ROApr 16, 2018

Design and implementation of a wireless instrument adapter

arXiv:1804.05772v2
AI Analysis

This work addresses the need for realistic testing setups in surgical robotics research, though it is incremental as it focuses on calibration and implementation of an existing adapter concept.

The paper tackled the problem of evaluating motion control methods in minimally invasive robotic surgery by designing a wireless instrument adapter for da Vinci instruments, achieving repeatability with an RMSE of 0.27° for pitching and 4.7° for yawing in same-direction poses.

The evaluation of new methods for control and manipulation in minimally invasive robotic surgery requires a realistic setup. To decouple the evaluation of methods from overall clinical systems, we propose an instrument adapter for the S line EndoWrist\c{opyright} instruments of the da Vinci surgical system. The adapter is small and lightweight and can be mounted to any robot to mimic motion. We describe its design and implementation, as well as a setup to calibrate instruments to study precise motion control. Our results indicate that each instrument requires individual calibration. The calibration shows that the system is not fully linear. The repeatability of poses in the same sense of rotation has an RMSE of 0.27°/ and a standard deviation below 0.3° for pitching and 4.7° for yawing averaged over three measurements. When comparing the same poses in clockwise and counter-clockwise direction the RMSE is 12.8° and 5.7° for pitching and yawing, respectively. This is likely due to motor hysteresis.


● **YOUR TASK**: Copy out all lines from the entries below in which "Spiritual" occurs.
BEGIN
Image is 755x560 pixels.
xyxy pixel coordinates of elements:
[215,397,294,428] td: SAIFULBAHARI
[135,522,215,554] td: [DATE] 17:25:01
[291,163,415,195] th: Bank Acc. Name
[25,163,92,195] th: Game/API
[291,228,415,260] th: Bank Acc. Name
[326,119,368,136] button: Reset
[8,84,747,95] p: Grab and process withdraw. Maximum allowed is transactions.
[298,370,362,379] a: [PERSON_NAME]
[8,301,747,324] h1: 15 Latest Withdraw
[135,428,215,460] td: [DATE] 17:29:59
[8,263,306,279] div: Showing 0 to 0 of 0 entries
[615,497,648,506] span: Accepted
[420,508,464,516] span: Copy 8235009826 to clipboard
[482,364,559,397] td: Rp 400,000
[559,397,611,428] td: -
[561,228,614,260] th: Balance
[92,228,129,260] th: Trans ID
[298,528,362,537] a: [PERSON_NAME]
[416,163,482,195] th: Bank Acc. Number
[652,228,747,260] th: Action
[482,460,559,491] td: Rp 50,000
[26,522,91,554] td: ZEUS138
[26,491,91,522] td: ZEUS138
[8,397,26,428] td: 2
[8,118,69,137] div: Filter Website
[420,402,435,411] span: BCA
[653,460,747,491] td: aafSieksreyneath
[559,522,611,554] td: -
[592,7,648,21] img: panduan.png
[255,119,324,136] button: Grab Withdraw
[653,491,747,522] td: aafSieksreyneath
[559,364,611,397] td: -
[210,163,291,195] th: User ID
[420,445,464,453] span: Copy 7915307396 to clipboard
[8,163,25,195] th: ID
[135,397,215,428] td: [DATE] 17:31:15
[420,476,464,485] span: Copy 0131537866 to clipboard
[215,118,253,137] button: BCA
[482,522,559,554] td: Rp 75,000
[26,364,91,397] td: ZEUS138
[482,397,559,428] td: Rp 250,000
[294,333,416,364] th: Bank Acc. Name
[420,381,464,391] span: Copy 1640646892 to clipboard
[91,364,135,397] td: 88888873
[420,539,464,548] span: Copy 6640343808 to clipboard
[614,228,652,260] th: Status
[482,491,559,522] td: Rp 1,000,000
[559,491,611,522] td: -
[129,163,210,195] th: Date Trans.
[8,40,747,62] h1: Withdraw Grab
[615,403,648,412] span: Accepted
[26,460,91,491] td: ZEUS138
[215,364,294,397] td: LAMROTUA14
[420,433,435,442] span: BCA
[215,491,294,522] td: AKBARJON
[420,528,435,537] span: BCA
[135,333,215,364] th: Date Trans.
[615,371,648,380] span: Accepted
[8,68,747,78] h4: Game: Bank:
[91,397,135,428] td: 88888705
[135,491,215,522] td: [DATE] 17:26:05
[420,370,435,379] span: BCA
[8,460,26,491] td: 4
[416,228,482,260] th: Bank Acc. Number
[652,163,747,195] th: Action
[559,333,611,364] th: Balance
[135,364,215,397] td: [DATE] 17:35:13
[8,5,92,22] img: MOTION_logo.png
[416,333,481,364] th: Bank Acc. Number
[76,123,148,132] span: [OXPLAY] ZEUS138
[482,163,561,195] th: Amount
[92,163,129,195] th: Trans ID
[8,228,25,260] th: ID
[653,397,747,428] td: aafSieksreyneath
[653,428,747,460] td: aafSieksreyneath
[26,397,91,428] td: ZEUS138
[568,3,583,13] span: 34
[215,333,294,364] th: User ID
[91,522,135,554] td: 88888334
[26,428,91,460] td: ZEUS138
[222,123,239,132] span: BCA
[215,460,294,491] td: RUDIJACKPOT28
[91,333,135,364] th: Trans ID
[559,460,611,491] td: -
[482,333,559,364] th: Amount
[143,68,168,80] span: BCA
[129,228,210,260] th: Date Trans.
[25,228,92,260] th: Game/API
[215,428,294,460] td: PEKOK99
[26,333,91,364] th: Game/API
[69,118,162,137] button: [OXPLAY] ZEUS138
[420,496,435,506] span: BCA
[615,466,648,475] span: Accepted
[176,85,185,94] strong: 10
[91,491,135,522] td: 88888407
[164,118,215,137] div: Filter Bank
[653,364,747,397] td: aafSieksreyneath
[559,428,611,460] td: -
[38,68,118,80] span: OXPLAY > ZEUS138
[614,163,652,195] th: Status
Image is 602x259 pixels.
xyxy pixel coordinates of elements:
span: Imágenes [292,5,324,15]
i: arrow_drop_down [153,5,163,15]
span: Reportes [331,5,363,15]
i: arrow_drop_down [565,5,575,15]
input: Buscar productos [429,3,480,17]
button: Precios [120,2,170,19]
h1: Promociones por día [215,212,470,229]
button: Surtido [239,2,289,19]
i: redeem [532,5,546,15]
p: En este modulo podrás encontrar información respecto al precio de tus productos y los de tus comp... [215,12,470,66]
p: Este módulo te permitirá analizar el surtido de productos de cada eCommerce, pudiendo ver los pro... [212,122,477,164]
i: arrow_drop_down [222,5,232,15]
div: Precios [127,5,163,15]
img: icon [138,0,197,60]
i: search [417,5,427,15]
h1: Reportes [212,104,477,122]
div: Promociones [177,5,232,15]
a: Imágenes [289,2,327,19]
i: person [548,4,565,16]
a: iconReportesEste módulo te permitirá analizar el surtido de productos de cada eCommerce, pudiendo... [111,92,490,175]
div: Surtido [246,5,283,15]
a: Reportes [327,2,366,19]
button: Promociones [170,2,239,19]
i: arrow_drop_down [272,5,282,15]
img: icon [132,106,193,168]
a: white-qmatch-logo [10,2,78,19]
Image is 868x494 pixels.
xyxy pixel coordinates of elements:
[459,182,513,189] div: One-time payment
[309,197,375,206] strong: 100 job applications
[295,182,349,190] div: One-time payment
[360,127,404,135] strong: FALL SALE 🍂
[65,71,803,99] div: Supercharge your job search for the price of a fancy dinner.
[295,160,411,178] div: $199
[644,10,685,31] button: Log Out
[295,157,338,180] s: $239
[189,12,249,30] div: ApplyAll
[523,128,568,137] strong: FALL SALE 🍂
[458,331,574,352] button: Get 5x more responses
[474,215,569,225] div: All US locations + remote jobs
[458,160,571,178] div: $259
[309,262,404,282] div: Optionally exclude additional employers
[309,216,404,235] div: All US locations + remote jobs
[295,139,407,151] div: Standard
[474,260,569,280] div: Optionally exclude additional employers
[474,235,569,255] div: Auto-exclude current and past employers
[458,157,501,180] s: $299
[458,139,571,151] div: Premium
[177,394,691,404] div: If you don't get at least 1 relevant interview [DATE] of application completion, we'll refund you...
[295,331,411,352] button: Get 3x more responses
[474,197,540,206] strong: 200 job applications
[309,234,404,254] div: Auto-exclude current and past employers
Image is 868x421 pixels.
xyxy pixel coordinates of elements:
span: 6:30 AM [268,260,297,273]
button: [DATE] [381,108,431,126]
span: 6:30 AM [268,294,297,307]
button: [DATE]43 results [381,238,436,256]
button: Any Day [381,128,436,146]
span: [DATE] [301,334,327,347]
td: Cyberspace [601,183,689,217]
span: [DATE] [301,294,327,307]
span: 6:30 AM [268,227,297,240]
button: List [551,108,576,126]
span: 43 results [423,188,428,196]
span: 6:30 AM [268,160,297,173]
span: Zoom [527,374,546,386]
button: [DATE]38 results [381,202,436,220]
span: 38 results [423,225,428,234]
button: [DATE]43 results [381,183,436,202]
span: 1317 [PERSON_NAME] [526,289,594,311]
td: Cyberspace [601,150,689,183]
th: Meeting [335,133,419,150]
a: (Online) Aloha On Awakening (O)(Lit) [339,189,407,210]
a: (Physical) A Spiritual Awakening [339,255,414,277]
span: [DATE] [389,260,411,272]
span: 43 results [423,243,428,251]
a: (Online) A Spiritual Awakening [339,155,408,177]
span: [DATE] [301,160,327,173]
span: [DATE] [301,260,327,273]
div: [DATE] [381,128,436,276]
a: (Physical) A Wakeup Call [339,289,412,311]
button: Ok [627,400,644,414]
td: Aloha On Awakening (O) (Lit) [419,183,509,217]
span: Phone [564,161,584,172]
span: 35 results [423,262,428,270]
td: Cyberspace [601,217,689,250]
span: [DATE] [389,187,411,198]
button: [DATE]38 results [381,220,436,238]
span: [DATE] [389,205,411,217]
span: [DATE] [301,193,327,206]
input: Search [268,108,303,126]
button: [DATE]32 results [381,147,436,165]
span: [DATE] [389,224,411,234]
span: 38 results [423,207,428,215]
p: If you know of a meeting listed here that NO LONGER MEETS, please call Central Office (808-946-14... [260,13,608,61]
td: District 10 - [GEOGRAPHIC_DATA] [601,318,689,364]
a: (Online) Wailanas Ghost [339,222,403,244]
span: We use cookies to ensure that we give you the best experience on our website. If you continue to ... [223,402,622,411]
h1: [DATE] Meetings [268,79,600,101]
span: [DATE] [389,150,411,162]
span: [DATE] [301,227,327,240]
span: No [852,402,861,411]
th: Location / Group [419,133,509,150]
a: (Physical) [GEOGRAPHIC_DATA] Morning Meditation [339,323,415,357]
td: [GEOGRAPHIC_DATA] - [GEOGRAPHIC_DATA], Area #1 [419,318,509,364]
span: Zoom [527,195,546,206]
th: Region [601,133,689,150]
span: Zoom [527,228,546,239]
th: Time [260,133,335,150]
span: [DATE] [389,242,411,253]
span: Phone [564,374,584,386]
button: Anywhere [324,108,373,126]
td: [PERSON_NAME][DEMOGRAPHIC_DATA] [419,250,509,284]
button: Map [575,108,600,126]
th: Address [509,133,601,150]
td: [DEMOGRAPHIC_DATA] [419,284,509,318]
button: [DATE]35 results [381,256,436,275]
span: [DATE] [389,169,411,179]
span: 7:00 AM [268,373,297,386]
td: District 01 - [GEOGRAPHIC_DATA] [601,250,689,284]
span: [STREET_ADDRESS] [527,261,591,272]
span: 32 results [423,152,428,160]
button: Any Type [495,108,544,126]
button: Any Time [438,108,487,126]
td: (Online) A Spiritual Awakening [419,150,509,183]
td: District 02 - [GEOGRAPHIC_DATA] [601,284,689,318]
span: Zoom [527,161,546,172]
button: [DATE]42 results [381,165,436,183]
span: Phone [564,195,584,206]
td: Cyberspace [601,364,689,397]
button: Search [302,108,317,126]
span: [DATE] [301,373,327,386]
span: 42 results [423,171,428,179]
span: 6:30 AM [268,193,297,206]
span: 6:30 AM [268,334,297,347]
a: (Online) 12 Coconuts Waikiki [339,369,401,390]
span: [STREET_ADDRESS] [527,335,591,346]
END
● **ANSWER SPACE**:
a: (Physical) A Spiritual Awakening [339,255,414,277]
a: (Online) A Spiritual Awakening [339,155,408,177]
td: (Online) A Spiritual Awakening [419,150,509,183]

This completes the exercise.